REQUIREMENT:
The result should be a faithful copy of every entry below, with the pictures left out.

INPUT Start Marker

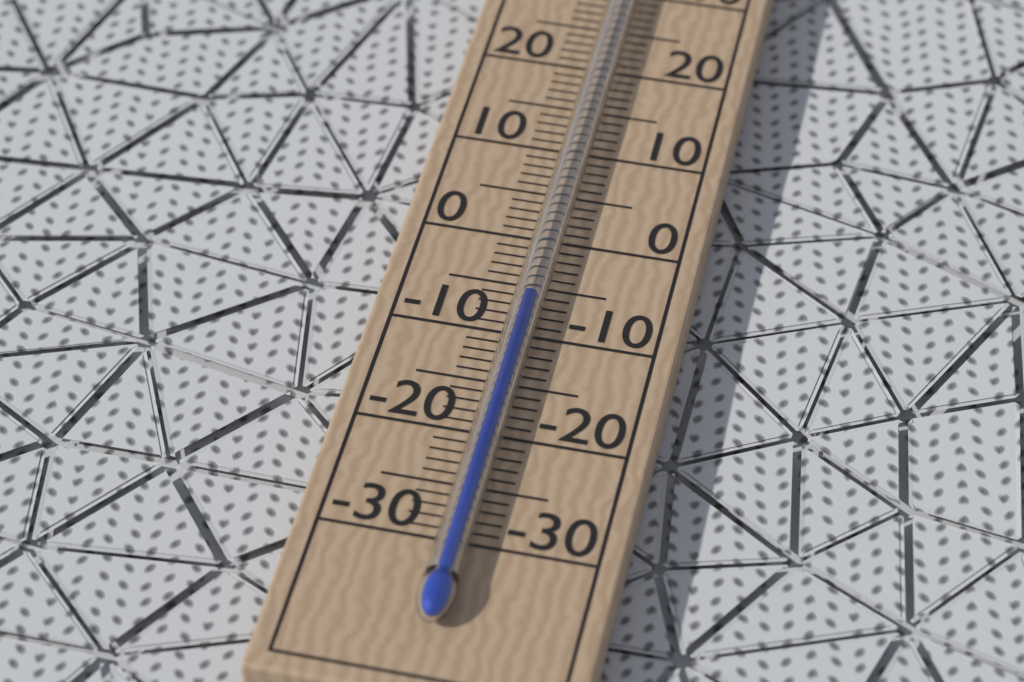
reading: -7 °C
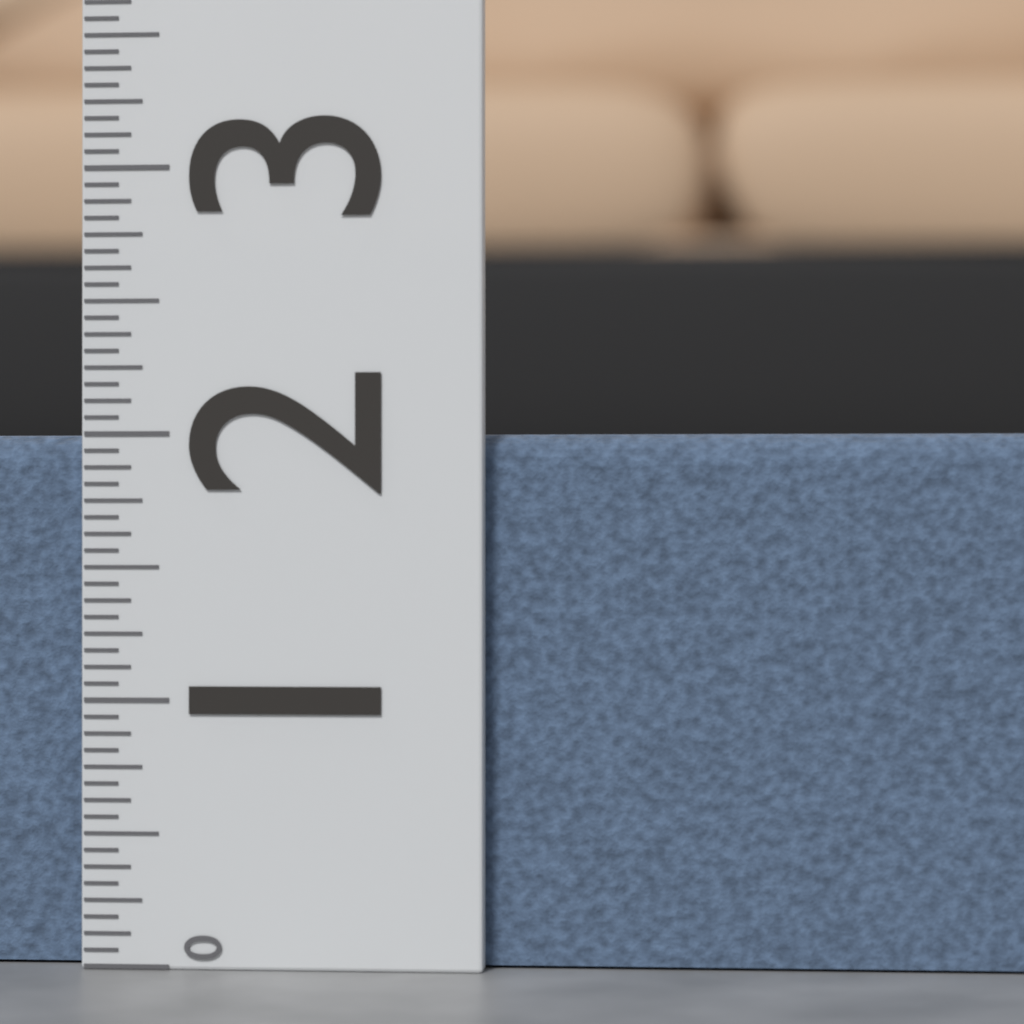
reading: 2.0000 (no unit)
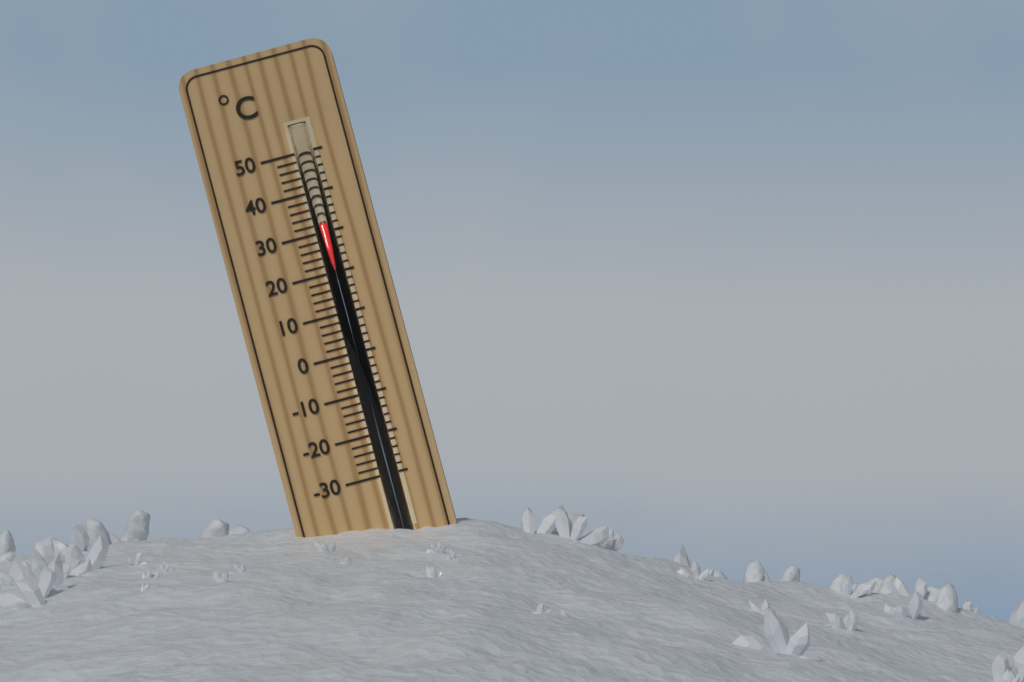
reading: 32 °C
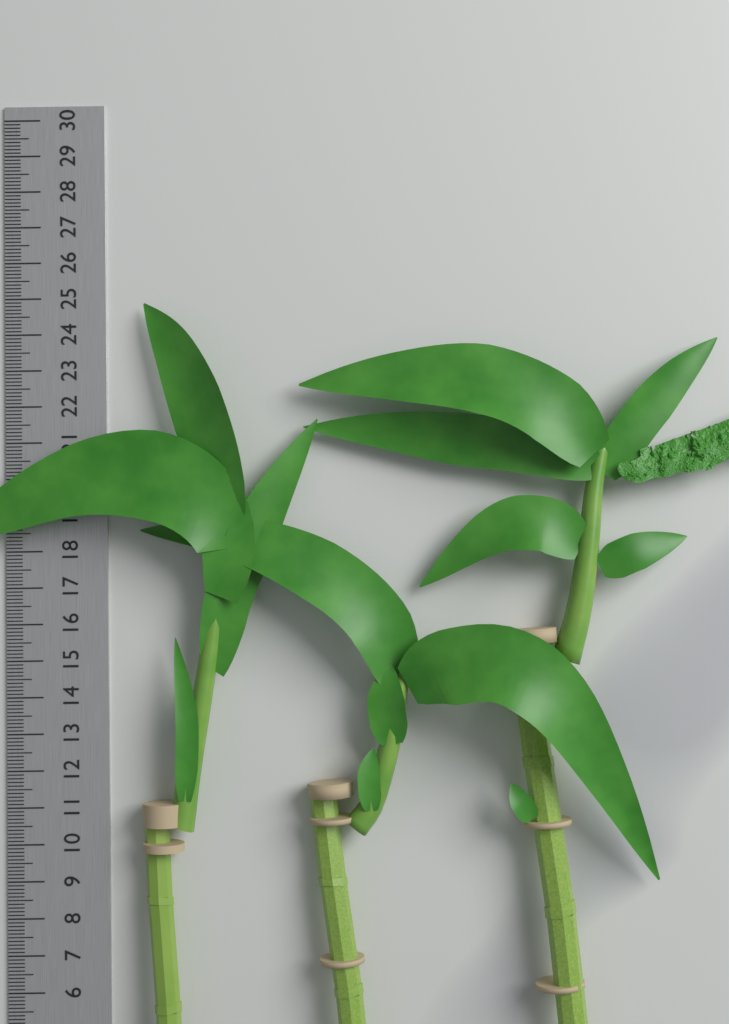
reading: 24.8 cm
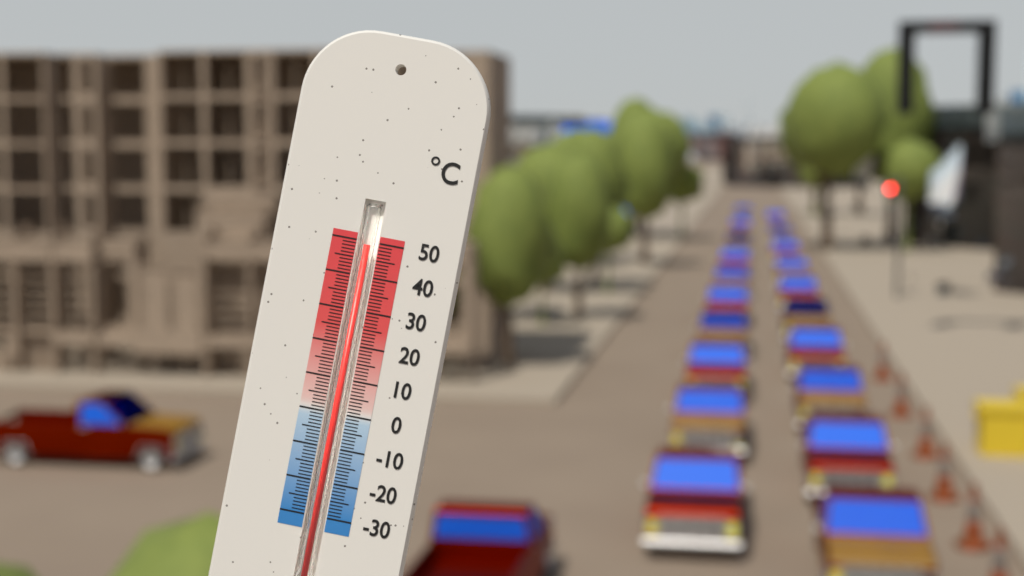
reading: 49 °C
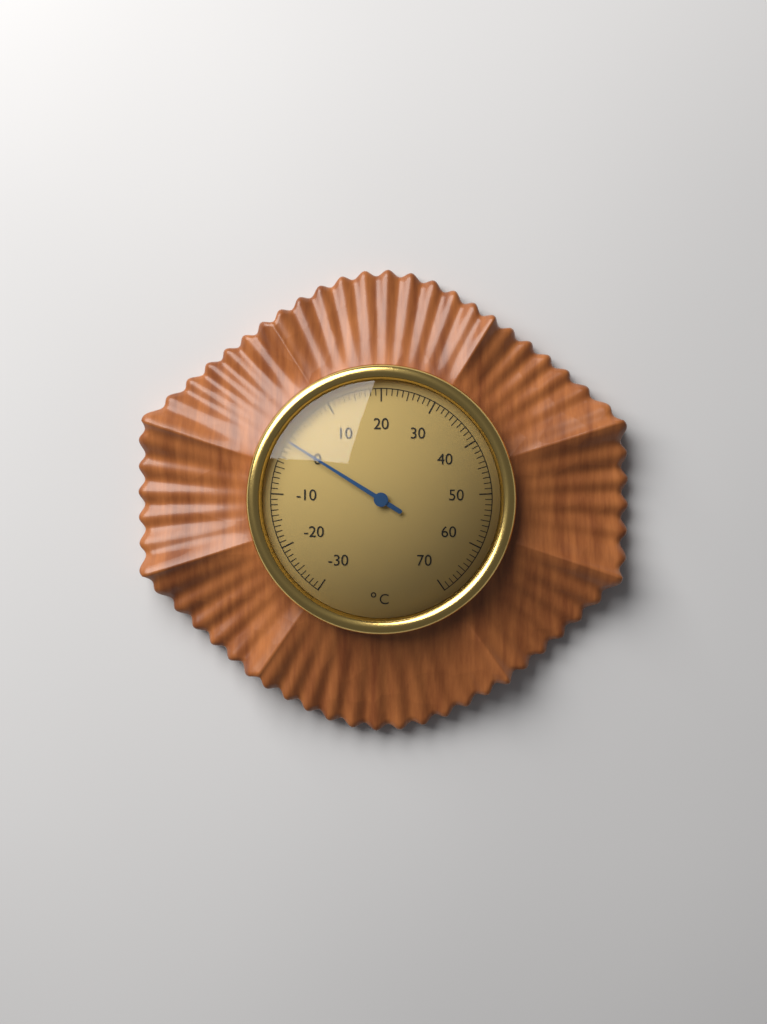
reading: 0 °C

INPUT End Marker

RESPONSE TO THIS TASK:
reading: -7 °C
reading: 2.0000 (no unit)
reading: 32 °C
reading: 24.8 cm
reading: 49 °C
reading: 0 °C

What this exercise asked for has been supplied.